NYCO has received a string of permit amendments and new permits for the Oakhill mine to build a new access road, increase the amount of aggregate its subcontractor removes, conduct late season mining activities, build wetlands, and an assortment of other mine related activities. NYCO has made a major investment in building and readying the Oakhill mine for wollastonite extraction. The Oakhill mine is a fully functioning mine. NYCO has been planning for years to transition wollastonite mining activities to Oak Hill.

NYCO, and area political representatives, put enormous pressure on the APA in 1998 to approve the Oakhill mine permit. If it did not get Oakhill, they would close or stop investing in the area, went the song back then. Now the song has changed to NYCO will close or stop investing without the Constitutional Amendment. This is not a legitimate argument. Why does the bill threaten the closure of NYCO’s operations if the Constitutional Amendment fails when NYCO’s long-term plan and permits reveal this to be a fabrication?

These threats make it seem like NYCO doesn’t know what it’s doing. To the contrary, NYCO seems to have done a very good job of planning its future to make sure there is no interruption in the supply of materials to its customers. In fact, the overheated rhetoric of the bill justification stands in stark contrast to how deliberately and methodically NYCO has operated to secure its business.

The Bill Justification also states:

“NYCO’s main competition comes from China, India, Finland, and elsewhere in the United States. In order to remain competitive, NYCO must mine as efficiently as possible and ensure customers of long-term reserves. However, recovery from the Lewis mine is now low, as NYCO approaches the end of pit life.”

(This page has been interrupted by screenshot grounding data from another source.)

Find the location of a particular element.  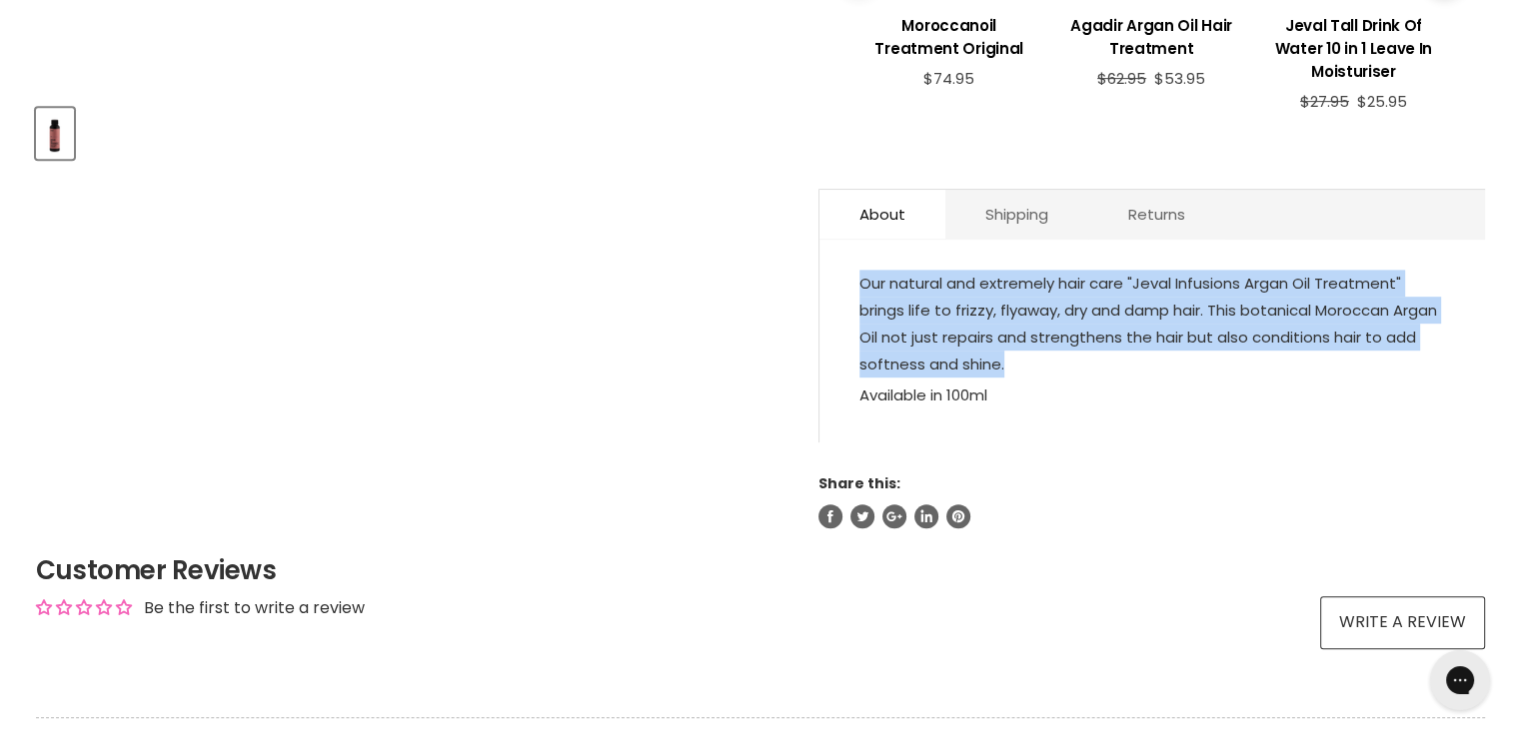

h3: Moroccanoil Treatment Original is located at coordinates (949, 37).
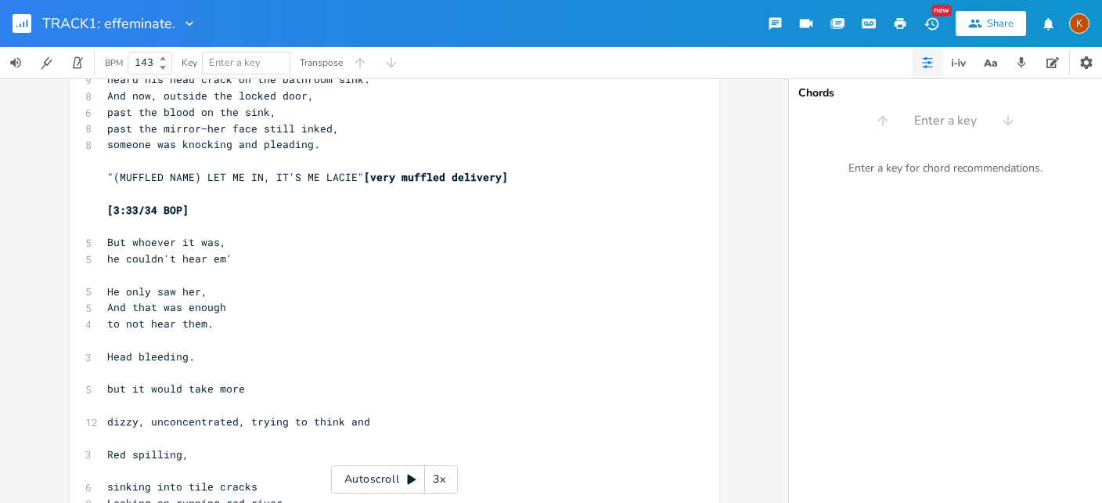 The width and height of the screenshot is (1102, 503). What do you see at coordinates (109, 23) in the screenshot?
I see `span: TRACK1: effeminate.` at bounding box center [109, 23].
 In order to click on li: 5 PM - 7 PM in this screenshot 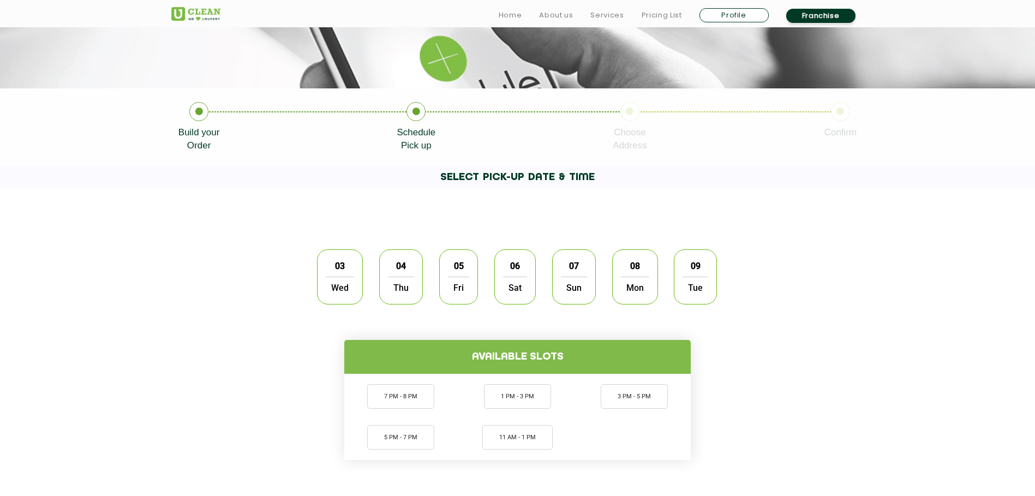, I will do `click(400, 437)`.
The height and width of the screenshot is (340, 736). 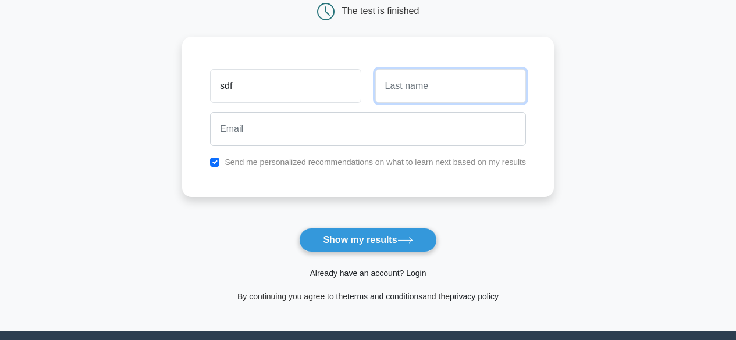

This statement is not accurate. NYCO’s 2006 “25-Year Plan” states that the percentage of wollastonite at the Oakhill mine is higher than the Lewis mine and that the supply will last at least 16 years, if not longer, at Oakhill. It is simply not an accurate statement that NYCO will suffer in efficiency or will not have reserves if it has to transition, as it has long planned to do, from the Lewis mine to the Oakhill mine. Why does the bill fail to mention NYCO’s data that wollastonite is of a higher quality on Oakhill? Why does the bill fail to mention that NYCO has plentiful reserves at Oakhill?

The Bill Justification is riddled with inaccurate and misleading statements that are contradicted by NYCO’s “25-Year Plan” and by the dozens of APA and DEC permits that NYCO has secured for both of its mines in the Town of Lewis.

There are two benefits to NYCO that I can see for wanting to continue its operations at the Lewis mine by gaining access to the Forest Preserve. First, it delays restoration and remediation costs of the Lewis mine site under the Mine Reclamation Act. That would likely cost a pretty penny and it’s understandable that the company would want to delay these expenses. Second, NYCO seems to like operating two mines simultaneously. There must be an economic benefit for them to do so.

But these benefits to NYCO’s bottom line don’t outweigh the ruinous precedent for the Forest Preserve.

If this Constitutional Amendment goes through and is approved by the voters in a public referendum it means that there is no place in New York beyond the reach of commerce. It means that there is no place beyond the grasp of various corporations and their political bidders.

It means that there is no place in New York that is truly forever wild.